Love in a Time of Madness
A Sunni and a Shiite fall in love in Iraq. They get married, have kids. Then Muslim extremists start a religious bloodbath. What should a mixed family do?Without Refuge: After a car bombing outside a Shiite mosque in BaghdadBY Babak Dehghanpisheh, Rod Nordland and Michael Hastings
Newsweek
March 13, 2006 issue - The two Iraqi teachers met as students at the University of Baghdad. They flirted between classes and hid the romance from friends and family. The furtive nature of their courting was partly because Mahir Murad, 26, is a Sunni man, and Hind al Yasseri, 25, is a Shia woman. "There was a love story between us," says Murad, wistfully. In three years of courtship, they had only one serious argument—about wodhu, the ritual cleansing before prayer, which their sects perform differently. The issue was whether to wash the soles of the feet with water, or merely wipe them. It erupted in a furious row, but then the couple caught themselves and broke up laughing—as they do now when Yasseri recalls that moment. "We agreed that we should never discuss such minor differences. We both are Muslims who believe in the same Qur'an and the same Prophet."
They married three years ago, in the heady days of the new Iraq, and until the past few weeks they might have said they lived happily ever after. Then terrorists, most likely from Al Qaeda, destroyed the Shiites' Askariya Mosque in Samarra, and Shia militants responded by attacking dozens of Sunni mosques, including two in the local neighborhood of Adhamiya. Militiamen from the Shia Mahdi Army even occupied the nearby Al-Nida Mosque. "We had no other choice but to protect ourselves," says Murad.
He now goes out at night to patrol the neighborhood with other Sunni men toting AK-47s, and he keeps a heavy machine gun at home. His wife stays inside with their 2-year-old daughter and other relatives. Both husband and wife blame extremists for fanning sectarian violence, but it's clear the tension troubles them. "I could say that maybe if I met my wife now, I would not marry her," says Murad.
As Iraq tilts toward a sectarian war, such strains are playing out in homes all over the country. Many of the differences between Sunnis and Shia are small enough to dismiss: how they wash their feet or fold their hands in prayer, and which religious figures they most revere. Despite years of discrimination against the Shia during Saddam's era, mixed marriages between the country's major groups, including the Kurds, have been very common. There are no official statistics, but prominent sociology professor Ihsan al Hassan, who has studied the subject, estimates that of Iraq's 6.5 million married couples, 2 million are Sunni-Shia unions.
Both sects have turned to militias for self-protection, and also for revenge. Murdered Sunni and Shia civilians have been dumped into one another's neighborhoods. In the 10 days after the Samarra bombing, insurgents and thugs killed 500 civilians, according to government estimates. In some neighborhoods, they drove minorities away from their homes—the apparent beginning of an ethnic-cleansing process that Iraqis call tahjir, forced emigration. So far the numbers are relatively small, given the violence in Iraq even before the Samarra bombing. But it's very worrisome. Maj. Gen. Rick Lynch, the U.S. deputy chief of operations, said last week that "no one believes the crisis is over. We still got a thinking enemy out there who wants to create trouble."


* Task description *
Your answer must be an exact copy of the records below, minus any images.

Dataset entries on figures
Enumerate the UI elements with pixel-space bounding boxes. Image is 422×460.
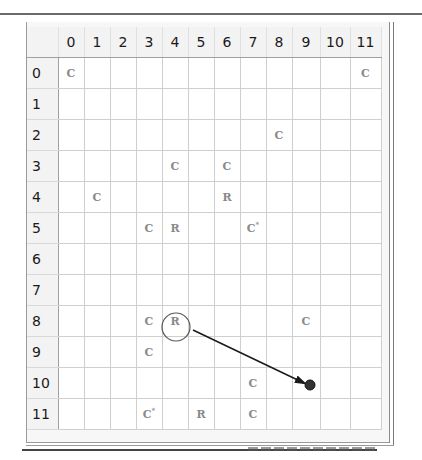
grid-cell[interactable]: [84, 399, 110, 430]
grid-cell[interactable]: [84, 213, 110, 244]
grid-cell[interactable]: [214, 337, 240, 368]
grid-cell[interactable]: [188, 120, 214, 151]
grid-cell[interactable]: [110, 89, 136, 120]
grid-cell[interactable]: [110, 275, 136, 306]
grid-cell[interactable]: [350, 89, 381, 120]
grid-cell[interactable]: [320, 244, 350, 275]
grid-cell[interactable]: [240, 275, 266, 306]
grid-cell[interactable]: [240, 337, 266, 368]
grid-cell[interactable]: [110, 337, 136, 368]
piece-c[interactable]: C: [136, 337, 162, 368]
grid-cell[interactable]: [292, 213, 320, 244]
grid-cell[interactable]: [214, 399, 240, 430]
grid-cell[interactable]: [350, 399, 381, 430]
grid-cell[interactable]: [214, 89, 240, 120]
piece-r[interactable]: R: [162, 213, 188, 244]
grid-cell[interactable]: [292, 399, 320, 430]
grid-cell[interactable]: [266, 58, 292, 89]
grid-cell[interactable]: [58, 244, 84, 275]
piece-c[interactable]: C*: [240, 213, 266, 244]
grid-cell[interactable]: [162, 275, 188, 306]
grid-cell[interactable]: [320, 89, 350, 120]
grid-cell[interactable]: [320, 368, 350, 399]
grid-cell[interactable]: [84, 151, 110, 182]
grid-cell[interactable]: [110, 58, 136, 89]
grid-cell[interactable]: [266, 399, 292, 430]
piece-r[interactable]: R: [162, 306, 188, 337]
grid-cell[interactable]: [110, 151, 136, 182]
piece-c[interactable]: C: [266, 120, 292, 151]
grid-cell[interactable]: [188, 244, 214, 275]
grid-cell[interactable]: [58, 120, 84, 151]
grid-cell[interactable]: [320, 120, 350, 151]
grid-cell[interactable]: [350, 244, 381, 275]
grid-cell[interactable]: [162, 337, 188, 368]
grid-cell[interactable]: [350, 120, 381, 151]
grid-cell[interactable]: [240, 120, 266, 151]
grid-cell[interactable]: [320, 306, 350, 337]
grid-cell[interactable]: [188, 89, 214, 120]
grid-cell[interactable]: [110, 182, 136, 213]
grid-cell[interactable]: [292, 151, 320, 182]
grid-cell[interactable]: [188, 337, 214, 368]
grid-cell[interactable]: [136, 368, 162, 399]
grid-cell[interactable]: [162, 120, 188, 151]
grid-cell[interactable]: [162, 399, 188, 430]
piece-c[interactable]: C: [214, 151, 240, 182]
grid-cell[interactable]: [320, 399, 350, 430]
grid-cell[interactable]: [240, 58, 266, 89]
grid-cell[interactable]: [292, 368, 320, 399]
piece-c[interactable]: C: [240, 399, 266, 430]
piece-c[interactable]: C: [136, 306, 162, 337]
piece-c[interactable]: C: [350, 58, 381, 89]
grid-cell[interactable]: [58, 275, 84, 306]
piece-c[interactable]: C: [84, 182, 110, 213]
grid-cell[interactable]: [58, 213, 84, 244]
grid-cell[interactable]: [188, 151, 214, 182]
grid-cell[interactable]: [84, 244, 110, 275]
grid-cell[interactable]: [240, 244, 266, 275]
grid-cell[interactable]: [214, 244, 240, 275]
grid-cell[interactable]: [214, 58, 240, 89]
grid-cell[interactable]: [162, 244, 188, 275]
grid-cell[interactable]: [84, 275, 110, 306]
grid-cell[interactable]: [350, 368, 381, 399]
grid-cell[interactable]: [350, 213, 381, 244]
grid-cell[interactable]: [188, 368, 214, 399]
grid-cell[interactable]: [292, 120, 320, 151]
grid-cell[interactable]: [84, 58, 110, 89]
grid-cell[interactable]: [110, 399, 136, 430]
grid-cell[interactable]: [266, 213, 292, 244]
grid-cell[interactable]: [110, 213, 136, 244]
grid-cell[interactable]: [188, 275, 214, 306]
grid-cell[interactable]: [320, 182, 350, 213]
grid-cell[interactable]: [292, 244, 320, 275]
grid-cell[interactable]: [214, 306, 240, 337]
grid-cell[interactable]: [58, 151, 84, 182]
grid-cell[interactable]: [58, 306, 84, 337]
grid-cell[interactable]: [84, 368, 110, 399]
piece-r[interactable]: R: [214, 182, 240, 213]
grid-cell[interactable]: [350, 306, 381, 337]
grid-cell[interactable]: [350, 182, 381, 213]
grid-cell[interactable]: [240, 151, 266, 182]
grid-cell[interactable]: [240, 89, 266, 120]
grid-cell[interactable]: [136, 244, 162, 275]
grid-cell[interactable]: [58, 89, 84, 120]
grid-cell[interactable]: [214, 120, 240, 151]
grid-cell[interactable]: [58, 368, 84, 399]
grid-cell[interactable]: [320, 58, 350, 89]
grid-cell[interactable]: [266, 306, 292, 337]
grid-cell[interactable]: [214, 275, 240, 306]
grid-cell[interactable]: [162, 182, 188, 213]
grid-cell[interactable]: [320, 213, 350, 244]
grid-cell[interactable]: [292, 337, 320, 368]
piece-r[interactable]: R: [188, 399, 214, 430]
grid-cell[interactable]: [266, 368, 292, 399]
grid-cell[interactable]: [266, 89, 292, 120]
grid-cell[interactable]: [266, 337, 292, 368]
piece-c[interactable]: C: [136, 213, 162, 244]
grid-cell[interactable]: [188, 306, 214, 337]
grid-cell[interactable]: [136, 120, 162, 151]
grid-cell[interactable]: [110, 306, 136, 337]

* Task output *
Enumerate the UI elements with pixel-space bounding boxes. Image is 422×460.
grid-cell[interactable]: [84, 399, 110, 430]
grid-cell[interactable]: [84, 213, 110, 244]
grid-cell[interactable]: [214, 337, 240, 368]
grid-cell[interactable]: [188, 120, 214, 151]
grid-cell[interactable]: [110, 89, 136, 120]
grid-cell[interactable]: [110, 275, 136, 306]
grid-cell[interactable]: [350, 89, 381, 120]
grid-cell[interactable]: [320, 244, 350, 275]
grid-cell[interactable]: [240, 275, 266, 306]
grid-cell[interactable]: [240, 337, 266, 368]
grid-cell[interactable]: [110, 337, 136, 368]
piece-c[interactable]: C: [136, 337, 162, 368]
grid-cell[interactable]: [292, 213, 320, 244]
grid-cell[interactable]: [214, 399, 240, 430]
grid-cell[interactable]: [350, 399, 381, 430]
grid-cell[interactable]: [214, 89, 240, 120]
piece-r[interactable]: R: [162, 213, 188, 244]
grid-cell[interactable]: [292, 399, 320, 430]
grid-cell[interactable]: [266, 58, 292, 89]
grid-cell[interactable]: [58, 244, 84, 275]
piece-c[interactable]: C*: [240, 213, 266, 244]
grid-cell[interactable]: [162, 275, 188, 306]
grid-cell[interactable]: [320, 89, 350, 120]
grid-cell[interactable]: [320, 368, 350, 399]
grid-cell[interactable]: [84, 151, 110, 182]
grid-cell[interactable]: [110, 58, 136, 89]
grid-cell[interactable]: [266, 399, 292, 430]
piece-r[interactable]: R: [162, 306, 188, 337]
grid-cell[interactable]: [110, 151, 136, 182]
piece-c[interactable]: C: [266, 120, 292, 151]
grid-cell[interactable]: [188, 244, 214, 275]
grid-cell[interactable]: [58, 120, 84, 151]
grid-cell[interactable]: [320, 120, 350, 151]
grid-cell[interactable]: [350, 244, 381, 275]
grid-cell[interactable]: [162, 337, 188, 368]
grid-cell[interactable]: [350, 120, 381, 151]
grid-cell[interactable]: [240, 120, 266, 151]
grid-cell[interactable]: [320, 306, 350, 337]
grid-cell[interactable]: [188, 89, 214, 120]
grid-cell[interactable]: [110, 182, 136, 213]
grid-cell[interactable]: [292, 151, 320, 182]
grid-cell[interactable]: [188, 337, 214, 368]
grid-cell[interactable]: [136, 368, 162, 399]
grid-cell[interactable]: [162, 120, 188, 151]
grid-cell[interactable]: [162, 399, 188, 430]
piece-c[interactable]: C: [214, 151, 240, 182]
grid-cell[interactable]: [320, 399, 350, 430]
grid-cell[interactable]: [240, 58, 266, 89]
grid-cell[interactable]: [292, 368, 320, 399]
piece-c[interactable]: C: [240, 399, 266, 430]
piece-c[interactable]: C: [136, 306, 162, 337]
piece-c[interactable]: C: [350, 58, 381, 89]
grid-cell[interactable]: [58, 275, 84, 306]
piece-c[interactable]: C: [84, 182, 110, 213]
grid-cell[interactable]: [58, 213, 84, 244]
grid-cell[interactable]: [188, 151, 214, 182]
grid-cell[interactable]: [84, 244, 110, 275]
grid-cell[interactable]: [240, 244, 266, 275]
grid-cell[interactable]: [214, 244, 240, 275]
grid-cell[interactable]: [214, 58, 240, 89]
grid-cell[interactable]: [162, 244, 188, 275]
grid-cell[interactable]: [84, 275, 110, 306]
grid-cell[interactable]: [350, 368, 381, 399]
grid-cell[interactable]: [350, 213, 381, 244]
grid-cell[interactable]: [188, 368, 214, 399]
grid-cell[interactable]: [292, 120, 320, 151]
grid-cell[interactable]: [84, 58, 110, 89]
grid-cell[interactable]: [110, 399, 136, 430]
grid-cell[interactable]: [266, 213, 292, 244]
grid-cell[interactable]: [110, 213, 136, 244]
grid-cell[interactable]: [188, 275, 214, 306]
grid-cell[interactable]: [320, 182, 350, 213]
grid-cell[interactable]: [292, 244, 320, 275]
grid-cell[interactable]: [214, 306, 240, 337]
grid-cell[interactable]: [58, 151, 84, 182]
grid-cell[interactable]: [58, 306, 84, 337]
grid-cell[interactable]: [84, 368, 110, 399]
piece-r[interactable]: R: [214, 182, 240, 213]
grid-cell[interactable]: [350, 306, 381, 337]
grid-cell[interactable]: [350, 182, 381, 213]
grid-cell[interactable]: [240, 151, 266, 182]
grid-cell[interactable]: [240, 89, 266, 120]
grid-cell[interactable]: [136, 244, 162, 275]
grid-cell[interactable]: [58, 89, 84, 120]
grid-cell[interactable]: [214, 120, 240, 151]
grid-cell[interactable]: [58, 368, 84, 399]
grid-cell[interactable]: [320, 58, 350, 89]
grid-cell[interactable]: [266, 306, 292, 337]
grid-cell[interactable]: [214, 275, 240, 306]
grid-cell[interactable]: [162, 182, 188, 213]
grid-cell[interactable]: [320, 213, 350, 244]
grid-cell[interactable]: [292, 337, 320, 368]
piece-r[interactable]: R: [188, 399, 214, 430]
grid-cell[interactable]: [266, 368, 292, 399]
grid-cell[interactable]: [266, 89, 292, 120]
grid-cell[interactable]: [266, 337, 292, 368]
piece-c[interactable]: C: [136, 213, 162, 244]
grid-cell[interactable]: [188, 306, 214, 337]
grid-cell[interactable]: [136, 120, 162, 151]
grid-cell[interactable]: [110, 306, 136, 337]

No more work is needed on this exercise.